On Wednesday, for the first time in more than a year, I laced up my trusty Chuck Taylors and went for a run.
Then I went to work, where my two assignments for the day consisted entirely of walking. First, four injured veterans and other volunteers are walking across (most of) the state to raise money for the Wounded Warrior Project. They entered York County on Wednesday. Bill (the reporter) walked with them on the Rte. 462 bridge across the Susquehanna River. I walked with them as they left Wrightsville.

© 2011 by The York Daily Record/Sunday News. Michael Barbot of Martinsburg, W.V., leads about 20 other people walking the Pennsylvania Hero Walk for the Wounded Warriors Project on Wednesday, June 15, 2011, in Wrightsville. Barbot, who is a resident in the Defense and Veterans Brain Injury Center in Johnstown in Cambria County, is one of four wounded veterans participating in the two-week walk from Philadelphia to Pittsburgh to raise money to aid wounded service members' recovery. Barbot served in the Army from 2004 and 2009, and was injured by a roadside bomb in Iraq.
Later, as evening approached, Bill and I met up with a father and son who are trying to lose weight together by regularly going on an almost four-mile walk near their house.

© 2011 by The York Daily Record/Sunday News. Zack McFatridge, 11, and his father Kerry wave to a neighbor as they walk up Round Hill Church Road near their home in East Hopewell Township on Wednesday, June 15, 2011. The McFatridges have been walking an almost four-mile loop regularly since March in an effort to lose weight together.
Shooting this assignment was interesting. Bill and I — plus Kerry’s sister, who got him into walking — were accompanying Kerry and Zack on this walk, and we (mostly Bill) were talking to them the whole time. But every time we went up or down a hill or approached some nice scenery or light, I’d look at Bill, Bill would move to the other side of the road, I’d run ahead (usually uphill) and then I’d start walking backwards to make pictures.
Short of renting a helicopter or backing off by about a half-mile to shoot with a 400mm (which I don’t have anyway), I think I made just about every “walking” photo I could have. You can view more photos on the article page to see for yourself — and you should read the article anyway, as Bill did a really nice job.
Needless to say, by the time I returned to the newsroom, my legs and feet were sore. Running in the morning, walking in the afternoon and running up and down hills in the evening… it was a good workout.
Also, I think I need new shoes.

These tears just keep... tearing.
My track record of functional journalist footwear is not very good.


§ Task goal:
Find every line below where the word "netherlands" occurs, then give how many you found and nothing else.

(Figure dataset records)
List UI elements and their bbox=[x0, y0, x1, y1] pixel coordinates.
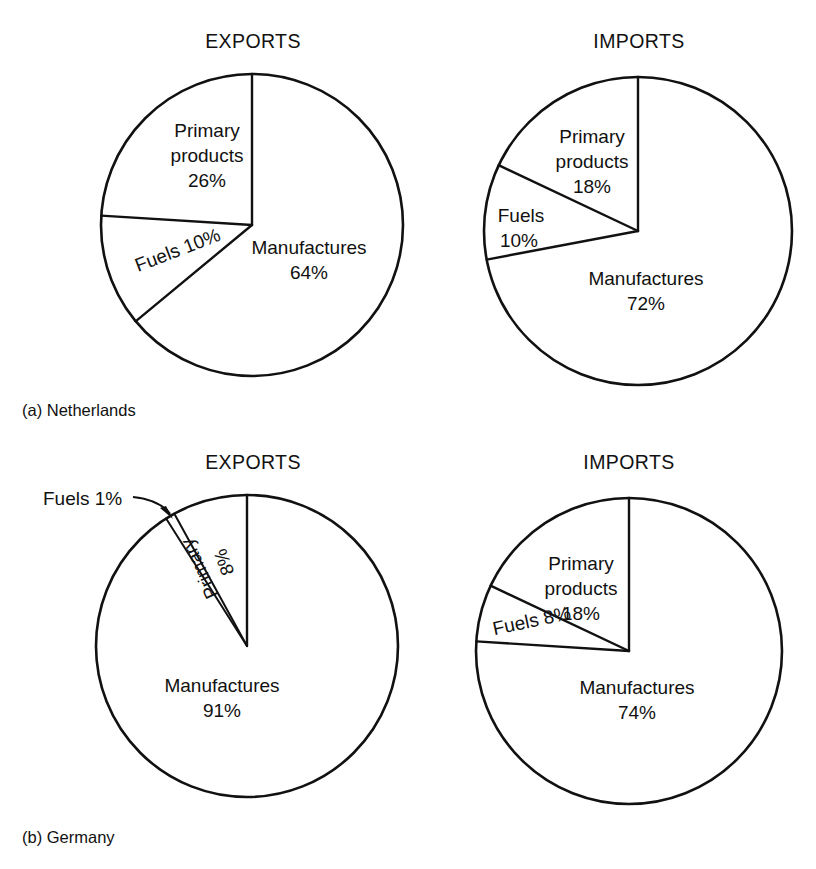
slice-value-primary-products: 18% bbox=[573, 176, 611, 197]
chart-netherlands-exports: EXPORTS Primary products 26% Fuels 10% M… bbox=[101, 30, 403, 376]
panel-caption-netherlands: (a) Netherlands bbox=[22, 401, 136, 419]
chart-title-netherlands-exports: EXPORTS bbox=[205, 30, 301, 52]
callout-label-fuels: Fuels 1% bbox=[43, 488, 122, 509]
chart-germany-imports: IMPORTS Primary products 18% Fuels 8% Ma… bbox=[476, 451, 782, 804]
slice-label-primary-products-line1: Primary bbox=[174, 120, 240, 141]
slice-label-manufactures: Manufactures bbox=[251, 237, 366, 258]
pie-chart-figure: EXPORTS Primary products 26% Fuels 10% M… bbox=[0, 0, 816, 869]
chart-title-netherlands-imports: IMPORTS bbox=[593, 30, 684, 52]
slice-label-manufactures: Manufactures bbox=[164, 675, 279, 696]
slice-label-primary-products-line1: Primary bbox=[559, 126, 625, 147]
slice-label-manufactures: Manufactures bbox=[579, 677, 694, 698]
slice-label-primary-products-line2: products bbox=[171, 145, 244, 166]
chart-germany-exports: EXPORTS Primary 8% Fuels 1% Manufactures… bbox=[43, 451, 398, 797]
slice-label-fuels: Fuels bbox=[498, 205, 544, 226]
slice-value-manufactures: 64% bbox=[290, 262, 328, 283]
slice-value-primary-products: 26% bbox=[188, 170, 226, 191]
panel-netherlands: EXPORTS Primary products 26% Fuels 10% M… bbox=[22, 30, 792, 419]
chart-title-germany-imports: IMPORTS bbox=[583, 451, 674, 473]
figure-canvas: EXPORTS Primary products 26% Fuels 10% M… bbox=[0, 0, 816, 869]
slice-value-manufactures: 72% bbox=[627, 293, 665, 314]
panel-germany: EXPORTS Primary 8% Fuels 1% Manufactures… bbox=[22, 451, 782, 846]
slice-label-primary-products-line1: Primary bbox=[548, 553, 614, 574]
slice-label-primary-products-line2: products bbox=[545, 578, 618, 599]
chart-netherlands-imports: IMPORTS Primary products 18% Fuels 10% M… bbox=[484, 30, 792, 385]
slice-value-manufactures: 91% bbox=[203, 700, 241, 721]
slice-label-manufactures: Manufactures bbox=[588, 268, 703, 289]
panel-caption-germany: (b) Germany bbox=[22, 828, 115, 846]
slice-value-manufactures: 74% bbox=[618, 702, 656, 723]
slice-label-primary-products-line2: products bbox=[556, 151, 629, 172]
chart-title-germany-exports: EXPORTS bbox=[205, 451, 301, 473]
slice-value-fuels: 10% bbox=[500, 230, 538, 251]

§ Worked solution:
6